See full images - free registration
Continue with Google - no registration! or register with email

Why register? Just to keep bots out of our catalog. Your email stays private - we will never share it or send you anything uninvited. We guarantee you that!

Denier - Henry VI and Frederick II HRE

Issuer Sicily, Kingdom of
Year 1196-1197
Type Log in to see details
Value 1 Denier (1⁄120)
Currency Log in to see details
Composition Log in to see details
Weight Log in to see details
Diameter Log in to see details
Thickness Log in to see details
Shape Log in to see details
Technique Log in to see details
Orientation Log in to see details
Engraver(s) Log in to see details
In circulation to Log in to see details
Reference(s) Log in to see details
Obverse description Facing bust of the young Frederick II, depicted in a schematic, Byzantine-influenced style typical of Norman-Sicilian coinage. The effigy is crowned, with the crown surmounted by a cross and adorned with pendilia hanging at either side. The face is rendered frontally with large stylized eyes, and the bust is flanked by the circular legend. The overall style reflects the transitional Italo-Norman artistic tradition of the late 12th century.
Obverse script Log in to see details
Obverse lettering Log in to see details
Reverse description Log in to see details
Reverse script Latin
Reverse lettering Log in to see details
Edge Log in to see details
Mint Log in to see details
Mintage Log in to see details
Additional information

Henry VI's claim to Sicily came through his wife Constance, the posthumous daughter of Roger II, making this joint issue the product of a dynastic union that fused Hohenstaufen imperial ambition with the Norman kingdom of the south. Henry extracted the succession under duress from the Sicilian barons, who had backed Tancred of Lecce for years, and his reign over the island lasted barely eighteen months before his death from dysentery at Messina in September 1197.

Frederick, the future emperor, was roughly two years old when this coin circulated. His mother Constance survived Henry by only a year, leaving the child king a ward of Pope Innocent III.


TASK TO COMPLETE
Extract every line below, verbatim.

App and web page records
=====

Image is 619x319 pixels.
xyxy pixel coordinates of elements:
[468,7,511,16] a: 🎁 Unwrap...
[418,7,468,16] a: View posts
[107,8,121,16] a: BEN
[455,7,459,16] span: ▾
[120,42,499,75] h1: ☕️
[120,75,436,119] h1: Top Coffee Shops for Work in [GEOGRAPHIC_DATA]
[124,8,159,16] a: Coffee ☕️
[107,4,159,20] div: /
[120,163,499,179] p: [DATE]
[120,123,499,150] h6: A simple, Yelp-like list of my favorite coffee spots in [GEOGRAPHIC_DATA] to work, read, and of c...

=====

REPLY
Image is 619x319 pixels.
xyxy pixel coordinates of elements:
[468,7,511,16] a: 🎁 Unwrap...
[418,7,468,16] a: View posts
[107,8,121,16] a: BEN
[455,7,459,16] span: ▾
[120,42,499,75] h1: ☕️
[120,75,436,119] h1: Top Coffee Shops for Work in [GEOGRAPHIC_DATA]
[124,8,159,16] a: Coffee ☕️
[107,4,159,20] div: /
[120,163,499,179] p: [DATE]
[120,123,499,150] h6: A simple, Yelp-like list of my favorite coffee spots in [GEOGRAPHIC_DATA] to work, read, and of c...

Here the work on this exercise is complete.